Was Obama REALLY Black Before the Election?
Sometime before Barack Obama became the flavor of the month in last year's primary election, a white friend opined that Obama would have a difficult time appealing to enough white people to get the nomination (a calculus that had some currency but was nonetheless disproved in time). Another friend, an African American, responded that he might have even more trouble garnering black votes because, "Obama may be an African American, but he's really not black." When pressed for elaboration, he responded with pretty much the same argument found here in this comment on a Salon editorial: Obama's blackness is informed not so much by a shared history of other blacks, but observations of their experiences.... he is not the descendant of former slaves. He did not grow up listening to the stories of at least one side of his family passing down the history of the enslavement, lynching, and oppression of his forefathers and mothers. He is unique, in that his father was from Africa who did well, married a white woman and raised in general affluence. He has no relatives that were lynched or died at the hands of police choke holds. No cousins or brothers are sitting in prison for drug or violence related offenses.
Tichy's premise seems to ring true as we observe how Obama tends to skitter away from the issue of race and takes a less confrontational, less authentically black tack. Yet, as both Carter, Walsh and Tichy conclude, race is something with which Obama will have to grapple if he is ever going to make any progress on the social issues which comprise his political agenda. The question is: is our first multicultural president (as Tichy describes Obama) the right man to handle the dog whistles and the appeals to our history's coarser nature? Is his approach of making white America feel less uncomfortable about race and its unsavory role in American life an honest, courageous means of confronting an issue that won't just go away regardless of how many generations wander in the desert? Or is he just "kicking it down the road" for the first really Black president to finally address? Paraphrasing A. Leon Higginbotham, Jr. to Clarence Thomas, is Obama black enough to be not just post-racial, but really anti-racist?













Interesting. Have you discussed this with any people from Kenya?
I have.
Put simply many of the same issues are in any colonialized country as evidenced even by my friend's "British" accent. The idea that people from this part of the world have not experienced often intense racism is proof of your friend's ignorance.
My friend was even ethnically profiled on her last trip home, this year. The reason? She is Somali.
Authorities wouldn't allow her to take pictures, being that she "looked like" a potential terrorist.
The idea that racism wasn't practiced in Africa is simply untrue. While to most Americans South Africa seems the only place, this isn't true either. ANY culture that favors an elite class of (white) occupiers over the locals will inevitably have class/racial abuses.
Kenya was no different.
September 23, 2009 1:36 PM | Reply | Permalink
That may be so, but the point here is that Obama hasn't experienced "blackness" from a typically African American perspective. Your Kenyan and Somali friends (and my Nigerian, Ethiopian, and Cape Verdean friends) may have experienced racism here in America and probably did not react to it the way my African American friends do. Many Africans, having experienced American racism, refuse to stay here, outraged at abuse they had never theretofore encountered at home where they are a majority and in control in their own land.
Obama himself has experienced a degree of American racism, but he didn't grow up steeped in it. He didn't confront it day after day; he wasn't impoverished by it; it didn't mold his family history and attitudes. John Howard Griffin probably had a better understanding of being Black than does Obama.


### [WHAT YOU WILL DO]
From the first entry to the last, repeat them all exactly.

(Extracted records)
== Segment start ==

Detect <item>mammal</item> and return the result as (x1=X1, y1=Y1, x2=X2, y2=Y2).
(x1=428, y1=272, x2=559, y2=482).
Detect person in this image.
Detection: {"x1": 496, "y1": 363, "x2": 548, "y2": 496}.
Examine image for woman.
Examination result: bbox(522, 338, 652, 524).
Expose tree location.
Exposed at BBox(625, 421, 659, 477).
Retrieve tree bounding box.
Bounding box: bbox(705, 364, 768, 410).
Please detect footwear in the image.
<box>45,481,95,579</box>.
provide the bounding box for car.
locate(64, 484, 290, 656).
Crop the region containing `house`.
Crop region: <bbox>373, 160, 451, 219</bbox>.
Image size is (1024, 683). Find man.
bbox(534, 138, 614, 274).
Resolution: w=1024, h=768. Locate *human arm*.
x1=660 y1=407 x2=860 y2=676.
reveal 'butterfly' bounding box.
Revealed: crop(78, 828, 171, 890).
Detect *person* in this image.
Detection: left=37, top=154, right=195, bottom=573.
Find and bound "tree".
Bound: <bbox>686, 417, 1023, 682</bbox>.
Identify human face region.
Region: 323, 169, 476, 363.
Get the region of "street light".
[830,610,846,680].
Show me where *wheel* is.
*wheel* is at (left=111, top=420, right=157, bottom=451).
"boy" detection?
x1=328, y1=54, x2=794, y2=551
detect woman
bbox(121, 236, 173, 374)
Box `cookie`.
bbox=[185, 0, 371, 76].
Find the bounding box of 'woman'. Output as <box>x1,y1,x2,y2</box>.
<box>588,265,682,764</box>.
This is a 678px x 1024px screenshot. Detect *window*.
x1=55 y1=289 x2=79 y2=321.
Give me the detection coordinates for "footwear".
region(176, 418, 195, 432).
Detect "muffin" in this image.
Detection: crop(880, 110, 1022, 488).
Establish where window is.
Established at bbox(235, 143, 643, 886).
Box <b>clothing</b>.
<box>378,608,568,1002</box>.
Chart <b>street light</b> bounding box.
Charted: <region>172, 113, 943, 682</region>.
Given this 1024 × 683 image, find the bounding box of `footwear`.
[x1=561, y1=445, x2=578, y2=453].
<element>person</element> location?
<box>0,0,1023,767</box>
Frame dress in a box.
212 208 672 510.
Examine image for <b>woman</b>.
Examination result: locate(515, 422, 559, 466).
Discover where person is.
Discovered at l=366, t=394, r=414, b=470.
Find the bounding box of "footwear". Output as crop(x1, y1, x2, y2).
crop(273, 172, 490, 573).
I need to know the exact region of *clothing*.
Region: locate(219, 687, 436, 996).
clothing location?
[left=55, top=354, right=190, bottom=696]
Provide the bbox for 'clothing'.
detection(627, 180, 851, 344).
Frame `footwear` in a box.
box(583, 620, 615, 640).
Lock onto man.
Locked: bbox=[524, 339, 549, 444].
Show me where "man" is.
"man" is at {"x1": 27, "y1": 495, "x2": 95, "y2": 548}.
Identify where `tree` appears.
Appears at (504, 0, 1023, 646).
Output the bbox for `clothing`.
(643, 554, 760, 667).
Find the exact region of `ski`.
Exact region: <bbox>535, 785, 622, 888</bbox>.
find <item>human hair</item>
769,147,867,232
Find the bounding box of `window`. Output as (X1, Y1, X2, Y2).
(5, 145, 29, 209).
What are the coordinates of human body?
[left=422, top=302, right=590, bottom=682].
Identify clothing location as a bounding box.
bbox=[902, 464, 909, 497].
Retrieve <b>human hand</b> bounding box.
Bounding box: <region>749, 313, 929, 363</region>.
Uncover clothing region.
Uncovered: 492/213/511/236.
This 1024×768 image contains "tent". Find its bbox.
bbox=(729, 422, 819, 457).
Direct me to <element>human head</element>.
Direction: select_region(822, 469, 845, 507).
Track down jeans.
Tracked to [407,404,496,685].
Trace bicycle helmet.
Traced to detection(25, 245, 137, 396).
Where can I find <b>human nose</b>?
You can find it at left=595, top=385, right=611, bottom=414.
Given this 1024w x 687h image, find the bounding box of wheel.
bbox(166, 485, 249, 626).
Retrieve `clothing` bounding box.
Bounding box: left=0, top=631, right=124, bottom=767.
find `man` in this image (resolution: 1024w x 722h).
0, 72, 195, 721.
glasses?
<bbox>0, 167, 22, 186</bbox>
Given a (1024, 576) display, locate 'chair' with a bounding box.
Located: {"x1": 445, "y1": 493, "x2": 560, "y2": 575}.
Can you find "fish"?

== Segment end ==

### [TASK SOLUTION]
Detect <item>mammal</item> and return the result as (x1=X1, y1=Y1, x2=X2, y2=Y2).
(x1=428, y1=272, x2=559, y2=482).
Detect person in this image.
Detection: {"x1": 496, "y1": 363, "x2": 548, "y2": 496}.
Examine image for woman.
Examination result: bbox(522, 338, 652, 524).
Expose tree location.
Exposed at BBox(625, 421, 659, 477).
Retrieve tree bounding box.
Bounding box: bbox(705, 364, 768, 410).
Please detect footwear in the image.
<box>45,481,95,579</box>.
provide the bounding box for car.
locate(64, 484, 290, 656).
Crop the region containing `house`.
Crop region: <bbox>373, 160, 451, 219</bbox>.
Image size is (1024, 683). Find man.
bbox(534, 138, 614, 274).
Resolution: w=1024, h=768. Locate *human arm*.
x1=660 y1=407 x2=860 y2=676.
reveal 'butterfly' bounding box.
Revealed: crop(78, 828, 171, 890).
Detect *person* in this image.
Detection: left=37, top=154, right=195, bottom=573.
Find and bound "tree".
Bound: <bbox>686, 417, 1023, 682</bbox>.
Identify human face region.
Region: 323, 169, 476, 363.
Get the region of "street light".
[830,610,846,680].
Show me where *wheel* is.
*wheel* is at (left=111, top=420, right=157, bottom=451).
"boy" detection?
x1=328, y1=54, x2=794, y2=551
detect woman
bbox(121, 236, 173, 374)
Box `cookie`.
bbox=[185, 0, 371, 76].
Find the bounding box of 'woman'. Output as <box>x1,y1,x2,y2</box>.
<box>588,265,682,764</box>.
This is a 678px x 1024px screenshot. Detect *window*.
x1=55 y1=289 x2=79 y2=321.
Give me the detection coordinates for "footwear".
region(176, 418, 195, 432).
Detect "muffin" in this image.
Detection: crop(880, 110, 1022, 488).
Establish where window is.
Established at bbox(235, 143, 643, 886).
Box <b>clothing</b>.
<box>378,608,568,1002</box>.
Chart <b>street light</b> bounding box.
Charted: <region>172, 113, 943, 682</region>.
Given this 1024 × 683 image, find the bounding box of `footwear`.
[x1=561, y1=445, x2=578, y2=453].
<element>person</element> location?
<box>0,0,1023,767</box>
Frame dress in a box.
212 208 672 510.
Examine image for <b>woman</b>.
Examination result: locate(515, 422, 559, 466).
Discover where person is.
Discovered at l=366, t=394, r=414, b=470.
Find the bounding box of "footwear". Output as crop(x1, y1, x2, y2).
crop(273, 172, 490, 573).
I need to know the exact region of *clothing*.
Region: locate(219, 687, 436, 996).
clothing location?
[left=55, top=354, right=190, bottom=696]
Provide the bbox for 'clothing'.
detection(627, 180, 851, 344).
Frame `footwear` in a box.
box(583, 620, 615, 640).
Lock onto man.
Locked: bbox=[524, 339, 549, 444].
Show me where "man" is.
"man" is at {"x1": 27, "y1": 495, "x2": 95, "y2": 548}.
Identify where `tree` appears.
Appears at (504, 0, 1023, 646).
Output the bbox for `clothing`.
(643, 554, 760, 667).
Find the exact region of `ski`.
Exact region: <bbox>535, 785, 622, 888</bbox>.
find <item>human hair</item>
769,147,867,232
Find the bounding box of `window`. Output as (X1, Y1, X2, Y2).
(5, 145, 29, 209).
What are the coordinates of human body?
[left=422, top=302, right=590, bottom=682].
Identify clothing location as a bounding box.
bbox=[902, 464, 909, 497].
Retrieve <b>human hand</b> bounding box.
Bounding box: <region>749, 313, 929, 363</region>.
Uncover clothing region.
Uncovered: 492/213/511/236.
This 1024×768 image contains "tent". Find its bbox.
bbox=(729, 422, 819, 457).
Direct me to <element>human head</element>.
Direction: select_region(822, 469, 845, 507).
Track down jeans.
Tracked to [407,404,496,685].
Trace bicycle helmet.
Traced to detection(25, 245, 137, 396).
Where can I find <b>human nose</b>?
You can find it at left=595, top=385, right=611, bottom=414.
Given this 1024w x 687h image, find the bounding box of wheel.
bbox(166, 485, 249, 626).
Retrieve `clothing` bounding box.
Bounding box: left=0, top=631, right=124, bottom=767.
find `man` in this image (resolution: 1024w x 722h).
0, 72, 195, 721.
glasses?
<bbox>0, 167, 22, 186</bbox>
Given a (1024, 576) display, locate 'chair' with a bounding box.
Located: {"x1": 445, "y1": 493, "x2": 560, "y2": 575}.
Can you find "fish"?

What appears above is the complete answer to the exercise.